Mike’s grandmother died fifteen years earlier.

“And then the sick old lady smiled. But there weren’t any teeth. Just a fuckin’ nub of gums and shit, you know? Anyway, my dad loved it. He ran right up to her. She wrapped her arms around him. Thin arms. Like little twigs. One of the weirdest things I’ve ever seen in my life. And at this point, my mind can’t comprehend what’s happening, because we never even met my grandmother. She’d been dead since before we were born.”

My parents went to her funeral.

“She opened her hands. She had these wolverine-like fingernails. Real long, like they’d been growing ever since she died. She smiled at us with those gummy fuckin’ lips. Then she stuck a nail in my dad’s neck. Cut through it like butter.”

The boys scattered. Tyler ran screaming to the other side of the road. But the woman was spry. She snatched him up in her white dress and sent the other two boys reeling towards the car.

“Frank grabbed my shirt and half-dragged me back down the ravine. The rain and the dark and the screaming… we fell more than we ran.”

The pair collided with a tree about ten feet from the car. They tried to get their bearings before footsteps sent them scrambling. Mike looked up. Standing in between them and salvation was a man built like a boulder.

“He was huge. At least 6’5. He had this red checkered jacket that looked so familiar to me at the time but didn’t click until days later. My mom’s dad had one just like it. She kept it around after he passed.”

Frank ran for the car first.

“The old man didn’t like that. He took Frank’s head and palmed it like a basketball. My brother went limp. I tried to fight back. I charged at him. I can remember that stupid grin on that big ogre’s face. I wanted to punch that grin off his face so fucking bad. Like he didn’t belong here, you know, I could feel it, deep inside my bones. But something big hit me, right here.”

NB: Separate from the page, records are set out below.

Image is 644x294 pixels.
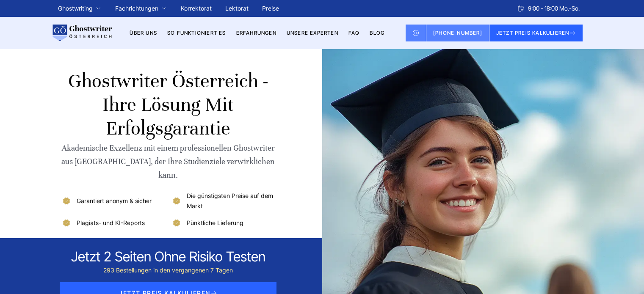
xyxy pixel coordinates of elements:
a: BLOG [369,29,384,36]
a: Über uns [129,29,157,36]
div: Akademische Exzellenz mit einem professionellen Ghostwriter aus [GEOGRAPHIC_DATA], der Ihre Studi... [62,141,275,182]
a: Lektorat [225,5,249,12]
li: Plagiats- und KI-Reports [62,218,165,228]
img: Die günstigsten Preise auf dem Markt [172,196,182,206]
img: Schedule [517,5,525,12]
a: Fachrichtungen [115,3,158,13]
a: FAQ [348,29,360,36]
div: 293 Bestellungen in den vergangenen 7 Tagen [71,265,265,275]
img: Email [412,29,419,36]
span: [PHONE_NUMBER] [433,29,482,36]
img: Garantiert anonym & sicher [62,196,72,206]
h1: Ghostwriter Österreich - Ihre Lösung mit Erfolgsgarantie [62,70,275,141]
li: Pünktliche Lieferung [172,218,275,228]
img: Plagiats- und KI-Reports [62,218,72,228]
li: Die günstigsten Preise auf dem Markt [172,191,275,211]
button: JETZT PREIS KALKULIEREN [489,25,583,42]
a: Ghostwriting [58,3,92,13]
div: Jetzt 2 seiten ohne risiko testen [71,248,265,265]
img: Pünktliche Lieferung [172,218,182,228]
a: Unsere Experten [287,29,338,36]
li: Garantiert anonym & sicher [62,191,165,211]
a: So funktioniert es [167,29,226,36]
span: 9:00 - 18:00 Mo.-So. [528,3,580,13]
a: Korrektorat [181,5,212,12]
a: Erfahrungen [236,29,276,36]
a: Preise [262,5,279,12]
img: logo wirschreiben [51,25,112,42]
a: [PHONE_NUMBER] [426,25,489,42]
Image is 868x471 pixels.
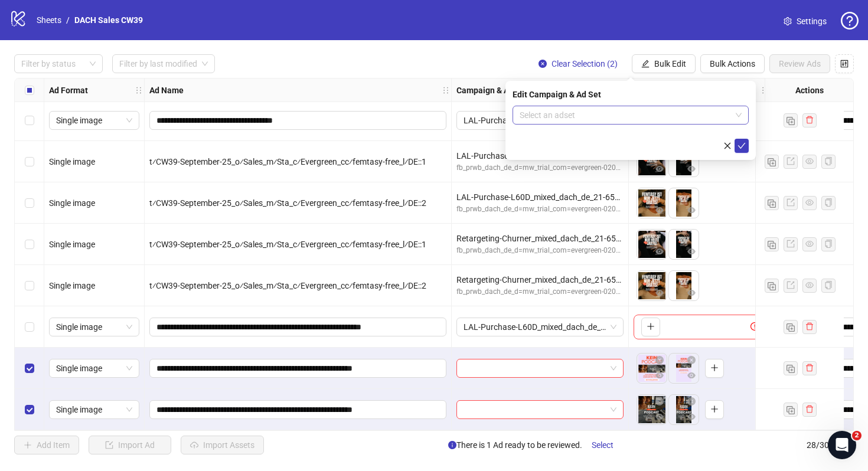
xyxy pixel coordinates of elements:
div: Select row 24 [15,224,44,265]
button: Preview [653,369,666,383]
button: Duplicate [783,361,798,375]
button: Preview [684,245,698,259]
button: Preview [684,286,698,300]
img: Asset 1 [637,229,666,259]
strong: Ad Name [149,84,184,97]
button: Preview [684,369,698,383]
span: eye [805,199,814,207]
span: Clear Selection (2) [552,59,618,68]
span: Single image [49,157,95,166]
strong: Ad Format [49,84,88,97]
button: Add [705,359,724,377]
div: Select all rows [15,78,44,102]
span: holder [450,86,458,94]
button: Delete [653,395,666,409]
span: question-circle [841,12,859,30]
span: Bulk Edit [654,59,686,68]
iframe: Intercom live chat [828,431,856,459]
button: Add Item [14,435,79,454]
span: eye [687,371,695,379]
span: plus [647,322,655,330]
span: Single image [49,240,95,249]
button: Bulk Edit [632,54,695,73]
span: eye [655,371,664,379]
span: LAL-Purchase-L60D_mixed_dach_de_21-65=mw_trial_com=070925 [463,112,616,129]
span: holder [442,86,450,94]
button: Duplicate [764,196,779,210]
img: Asset 2 [669,395,698,424]
span: 28 / 300 items [806,438,854,451]
button: Clear Selection (2) [529,54,627,73]
div: Resize Ad Format column [141,78,144,102]
button: Duplicate [783,113,798,128]
span: t⁄CW39-September-25_o⁄Sales_m⁄Sta_c⁄Evergreen_cc⁄femtasy-free_l⁄DE::1 [149,240,426,249]
span: export [787,157,795,165]
span: eye [805,281,814,289]
button: Bulk Actions [700,54,764,73]
span: Single image [56,401,132,419]
span: eye [687,289,695,297]
span: close-circle [655,397,664,405]
button: Preview [653,410,666,424]
span: t⁄CW39-September-25_o⁄Sales_m⁄Sta_c⁄Evergreen_cc⁄femtasy-free_l⁄DE::2 [149,199,426,208]
span: close-circle [687,397,695,405]
span: Single image [56,112,132,129]
span: export [787,199,795,207]
span: t⁄CW39-September-25_o⁄Sales_m⁄Sta_c⁄Evergreen_cc⁄femtasy-free_l⁄DE::1 [149,157,426,166]
button: Preview [684,162,698,176]
span: close-circle [539,60,547,68]
span: edit [641,60,650,68]
span: Single image [56,359,132,377]
span: holder [134,86,143,94]
button: Duplicate [783,403,798,417]
strong: Campaign & Ad Set [457,84,529,97]
span: eye [655,412,664,420]
span: plus [710,405,719,413]
img: Asset 1 [637,147,666,176]
span: info-circle [448,441,457,449]
span: eye [687,247,695,255]
span: control [840,60,848,68]
strong: Actions [795,84,824,97]
button: Preview [653,286,666,300]
div: fb_prwb_dach_de_d=mw_trial_com=evergreen-020925 [457,162,624,173]
div: fb_prwb_dach_de_d=mw_trial_com=evergreen-020925 [457,245,624,256]
img: Asset 2 [669,271,698,300]
div: Select row 26 [15,306,44,348]
button: Add [641,317,660,337]
span: eye [805,157,814,165]
div: Asset 2 [669,353,698,383]
span: Single image [49,199,95,208]
button: Preview [684,410,698,424]
div: fb_prwb_dach_de_d=mw_trial_com=evergreen-020925 [457,286,624,297]
div: LAL-Purchase-L60D_mixed_dach_de_21-65=mw_trial_com=070925 [457,149,624,162]
img: Asset 1 [637,395,666,424]
img: Asset 2 [669,229,698,259]
button: Duplicate [764,237,779,252]
button: Duplicate [764,279,779,293]
button: Import Ad [89,435,172,454]
div: LAL-Purchase-L60D_mixed_dach_de_21-65=mw_trial_com=070925 [457,190,624,203]
span: Bulk Actions [709,59,755,68]
span: plus [710,364,719,372]
span: eye [805,240,814,248]
span: eye [687,412,695,420]
div: Resize Ad Name column [448,78,451,102]
span: t⁄CW39-September-25_o⁄Sales_m⁄Sta_c⁄Evergreen_cc⁄femtasy-free_l⁄DE::2 [149,281,426,290]
div: Select row 27 [15,348,44,389]
div: Select row 28 [15,389,44,430]
img: Asset 1 [637,353,666,383]
div: Select row 21 [15,100,44,141]
img: Asset 2 [669,147,698,176]
span: eye [687,206,695,214]
span: 2 [852,431,861,440]
span: eye [655,206,664,214]
span: exclamation-circle [750,322,763,330]
button: Delete [653,353,666,367]
button: Preview [684,203,698,218]
a: Settings [774,12,836,31]
img: Asset 2 [669,188,698,218]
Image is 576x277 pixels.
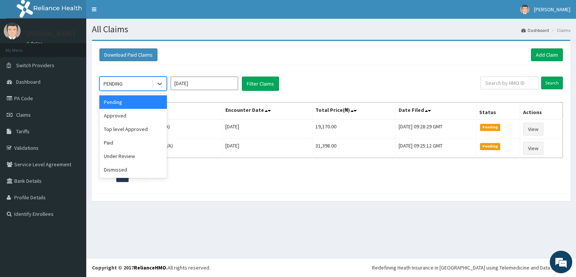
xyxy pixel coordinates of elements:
[16,78,41,85] span: Dashboard
[134,264,166,271] a: RelianceHMO
[312,119,395,139] td: 19,170.00
[396,119,476,139] td: [DATE] 09:28:29 GMT
[523,123,544,135] a: View
[396,139,476,158] td: [DATE] 09:25:12 GMT
[99,95,167,109] div: Pending
[312,139,395,158] td: 31,398.00
[520,5,530,14] img: User Image
[26,30,75,37] p: [PERSON_NAME]
[26,41,44,46] a: Online
[396,102,476,120] th: Date Filed
[312,102,395,120] th: Total Price(₦)
[550,27,571,33] li: Claims
[242,77,279,91] button: Filter Claims
[16,62,54,69] span: Switch Providers
[222,139,312,158] td: [DATE]
[104,80,123,87] div: PENDING
[481,77,539,89] input: Search by HMO ID
[222,102,312,120] th: Encounter Date
[16,111,31,118] span: Claims
[16,128,30,135] span: Tariffs
[4,23,21,39] img: User Image
[222,119,312,139] td: [DATE]
[534,6,571,13] span: [PERSON_NAME]
[99,149,167,163] div: Under Review
[541,77,563,89] input: Search
[92,24,571,34] h1: All Claims
[99,163,167,176] div: Dismissed
[372,264,571,271] div: Redefining Heath Insurance in [GEOGRAPHIC_DATA] using Telemedicine and Data Science!
[99,48,158,61] button: Download Paid Claims
[520,102,563,120] th: Actions
[99,122,167,136] div: Top level Approved
[99,136,167,149] div: Paid
[521,27,549,33] a: Dashboard
[171,77,238,90] input: Select Month and Year
[531,48,563,61] a: Add Claim
[99,109,167,122] div: Approved
[480,143,501,150] span: Pending
[86,258,576,277] footer: All rights reserved.
[92,264,168,271] strong: Copyright © 2017 .
[476,102,520,120] th: Status
[523,142,544,155] a: View
[480,124,501,131] span: Pending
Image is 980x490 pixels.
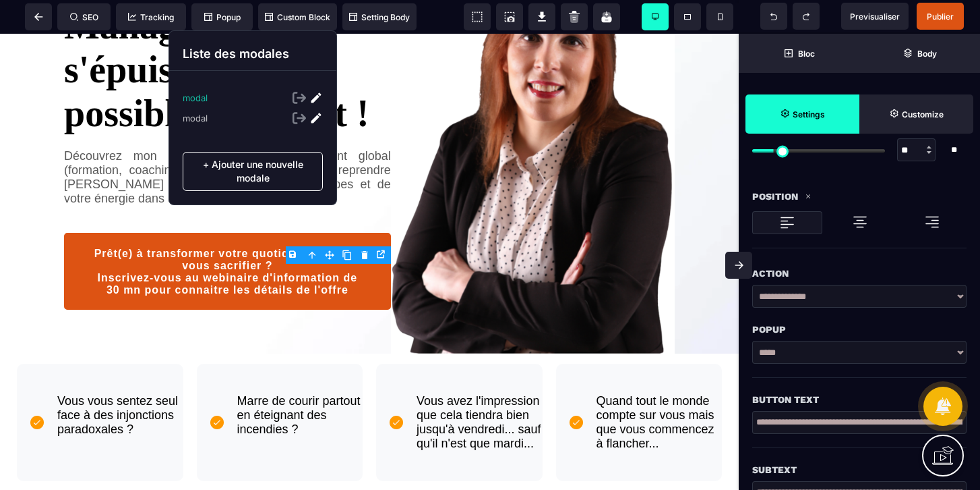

Mike points to a scar on his head.

“Everything went black after that.”

‘

Mike woke up next to his parents’ beat up sedan. He found the keys still inside. He didn’t find the courage to try the engine until about an hour later (‘the noise’, he said, ‘could have brought them back’). When he did, he couldn’t believe that the damn thing still started. He took the ravine back up to Lazarus Street. He followed it back to the hotel. The rain had died down by then. The police arrived only moments after.

The largest search party in White Valley’s history turned up nothing but broken tail lights.

“It was like somebody or something reached up and snatched them from Earth.”

Mike struggled with guilt over what happened for years. Beyond the gossip, beyond the whispers and accusations and police interviews that all ended with the same rampant and wide ranging speculation… he knew the truth. Most of it.

“I just never knew why they left me behind.”

On a recent anniversary of their death – Mike and I agreed to set up a makeshift memorial to the Pintos. A burial of sorts. A way to put the past where it truly belongs. I thought it would help him finally process their deaths. But when he didn’t show up that evening, and didn’t answer my calls, I filed a missing person’s report. The cops tracked his phone a couple days later.

The search revealed a solitary ping from the night in question.

The signal traced back to Lazarus Street.